A Chinese foreign ministry spokesperson said on Wednesday that China will definitely take countermeasures to defend its legitimate rights, adding that it’s a war between strong power and rules, unilateralism and multilateralism.

If harsh tariffs are the panacea to address the US trade imbalance, Trump wouldn’t need to cry foul on Japan’s trade surplus with the US, which has been sustained for over three decades.

In the 1980s, Japan was the country with the largest trade surplus with the US, which subsequently slapped a 100-percent tariff on Japan's electronics shipments and forced it to agree to sharp rise in yen’s value. 

Meanwhile, the minor US-Japan trade war 30 years ago neither overturned Japan's surplus nor put an end to the US trade deficit since 1975. 

If Trump really wants a quick fix to slash its trade deficit with China and save more manufacturing jobs at home, the first thing to do would be to liberalize export controls.

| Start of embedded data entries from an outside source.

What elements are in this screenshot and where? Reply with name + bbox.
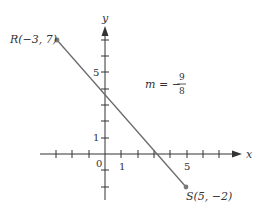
y-tick-label-1: 1	[93, 132, 99, 143]
y-axis-label: y	[101, 12, 109, 25]
slope-prefix: m = −	[145, 78, 181, 91]
x-tick-label-5: 5	[184, 161, 190, 172]
coordinate-plane: y x 0 1 5 1 5 R(−3, 7) S(5, −2) m = − 9 …	[0, 0, 256, 214]
x-axis	[40, 150, 234, 158]
x-tick-label-1: 1	[119, 161, 125, 172]
slope-annotation: m = − 9 8	[145, 72, 186, 96]
x-axis-label: x	[246, 148, 253, 161]
point-s-label: S(5, −2)	[186, 190, 232, 203]
slope-numerator: 9	[179, 72, 185, 82]
point-s	[184, 185, 189, 190]
y-tick-label-5: 5	[93, 67, 99, 78]
point-s-label-text: S(5, −2)	[186, 190, 232, 203]
y-axis-arrow-icon	[102, 26, 109, 36]
origin-label: 0	[96, 158, 102, 169]
x-axis-arrow-icon	[232, 151, 242, 158]
y-axis	[101, 34, 109, 200]
slope-denominator: 8	[179, 86, 185, 96]
point-r-label: R(−3, 7)	[9, 33, 57, 46]
point-r-label-text: R(−3, 7)	[9, 33, 57, 46]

The Carnegie Endowment for International Peace, a leading US think tank, said in a report last year that if the US were to lift export barriers against China to the same level as those applied to France, US exports to China would increase by an estimated $45.7-76 billion, narrowing the deficit by 20.3 to 33.7 percent. 

With an impulse to satisfy steel and aluminum workers in the Rust Belt states and an ignorance to trade rules, Trump proclaimed that trade wars are good and easy to win. 

The US fired the first shot and has threatened more rounds of tariffs. The EU, China and Canada retaliated. The question is: Would trade disputes be spiraling in Trump’s favor?

He may declare victory by winning back hundreds of steel and aluminum industry jobs, but economists and business leaders have warned that US tariffs would cause thousands of job losses in other industries. Manufacturers may be forced to lay off workers to offset the rising costs due to more expensive imports. 

Nearly every state will be hit hard by the trade tit-for-tat and Trump’s biggest voter bases will likely be the most vulnerable. In the 30 states Trump won in the 2016 election, $36.5 billion in goods will be affected by retaliatory tariffs from China, the EU, Mexico and Canada, said the US Chamber of Commerce, a business group that used to closely allied with Republicans. 

Harley-Davidson’s decision to relocate part of its factories overseas shows that warnings against a trade war aren't a false alarm. If Trump and his hawkish advisers continue the zero-sum thinking on trade, the US will suffer from long-term repercussions. 

Since the early stages of the China-US trade dispute, Chinese leaders made it clear that China is not pursuing a trade surplus with the US. As China transforms its economy into a consumption-powered growth model and more sectors welcome international investors, protectionism would alienate US exporters and entrepreneurs from the promising Chinese market. 

Given the intertwined nature of the Chinese and American economies, it is wishful thinking for the US to slap China without backfiring. A myopic and capricious approach to complicate trade and economic issues would steer the world's largest economy nowhere. 

Before the China-US trade conflicts unleash substantial damage to both economies and poison other aspects of their bilateral ties, Washington policymakers need to calm down and return to the track of rational negotiations.